St. Patrick’s Day, Bowne House, and the Role of the Irish in American history

by Rosemary S. Vietor, Vice President; Edited by Charlotte Jackson, Archivist

Happy St. Patrick’s Day to all!

Bowne House is celebrating the contributions made to America by the Irish with a series of posts about Ireland’s connections to the Bowne family and to the history of New York.


PART ONE:

Detail of a stained glass window in Saint Patrick Church (Junction City, Ohio) depicting Saint Patrick holding a shamrock. Photo by Nheyob, 2015. CC BY-SA 4.0.

St. Patrick’s Day is celebrated on March 17. It commemorates the Irish saint who is venerated (worshiped) as a saint in the Catholic and Lutheran faiths, the Church of Ireland – part of the Anglican Communion – and in the Eastern Orthodox Church. Saint Patrick was a fifth century Christian missionary who is credited with bringing Christianity to Ireland. March 17th is reputed to be the day he died, not the date of his birth, which is unknown.

According to legend, St. Patrick is responsible for driving snakes (which as serpents, were viewed as symbols of evil) from Ireland and indeed, Ireland today has no snakes. Patrick may have come from England, but he did arrive in Ireland, where he served as a bishop and preached Christianity to the native Irish population. By the 17th century, his legend was already entrenched in Irish lore.

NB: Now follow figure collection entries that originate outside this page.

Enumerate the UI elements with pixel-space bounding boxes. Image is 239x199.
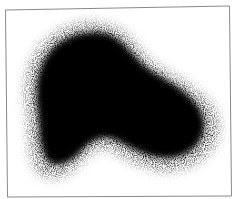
scan-image [0, 0, 239, 199]
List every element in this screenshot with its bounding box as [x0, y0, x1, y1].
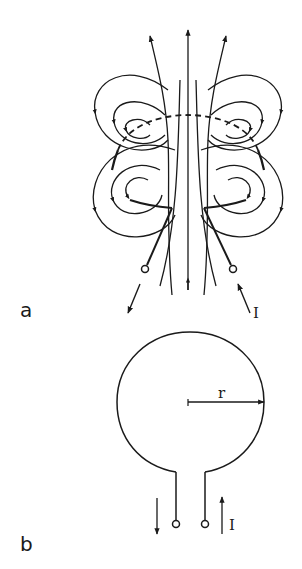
right-lower-loop-mid-b: [214, 195, 263, 214]
panel-b-diagram: [117, 332, 264, 534]
current-loop-front-left: [112, 150, 118, 170]
right-loop-mid-b: [211, 122, 262, 144]
left-loop-outer: [95, 75, 168, 112]
left-lower-loop-inner: [126, 178, 148, 197]
current-loop-bottom-left: [130, 200, 172, 208]
lead-right: [204, 208, 231, 265]
panel-a-diagram: [93, 30, 282, 313]
panel-label-a: a: [20, 300, 32, 320]
terminal-left: [142, 266, 149, 273]
left-loop-inner-b: [126, 130, 150, 138]
lead-left: [147, 208, 172, 265]
figure: I r I: [0, 0, 302, 569]
right-lower-loop-inner: [228, 178, 250, 197]
left-loop-mid-b: [114, 122, 165, 144]
current-label-b: I: [229, 516, 235, 534]
left-lower-loop-mid-b: [113, 195, 162, 214]
terminal-right: [230, 266, 237, 273]
current-arrow-in: [238, 284, 250, 313]
current-label-a: I: [253, 304, 259, 322]
right-lower-loop-mid: [216, 165, 265, 200]
radius-label: r: [218, 384, 226, 402]
current-loop-front-right: [258, 150, 264, 170]
current-arrow-out: [128, 284, 140, 313]
left-loop-inner: [125, 120, 150, 130]
left-lower-loop-mid: [111, 165, 160, 200]
field-line-left-outer: [150, 36, 172, 295]
right-loop-outer: [208, 75, 281, 112]
current-loop-bottom-right: [204, 200, 246, 208]
terminal-b-right: [202, 521, 209, 528]
field-line-right-outer: [204, 36, 226, 295]
panel-label-b: b: [20, 534, 33, 554]
terminal-b-left: [173, 521, 180, 528]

The Bowne connection to Ireland dates to the 17th century, when both John and Hannah Bowne visited Ireland and were visited by Irish Quakers in America. Ireland had a growing Quaker presence dating from 1654, when an Englishman named William Edmundson founded the first Meeting in County Antrim. John Bowne visited Dublin during his exile, and Hannah preached at Quaker meetings throughout the country in the 1670s. There may have been multiple visits by the Bownes to Ireland. Centuries later, their descendants would live alongside the 19th-century Irish diaspora in Flushing.

Map of Ireland by Johannes Jansson, 1646.

Map of Dublin by John Speed, 1610; Reprint of 1896. From the British Library.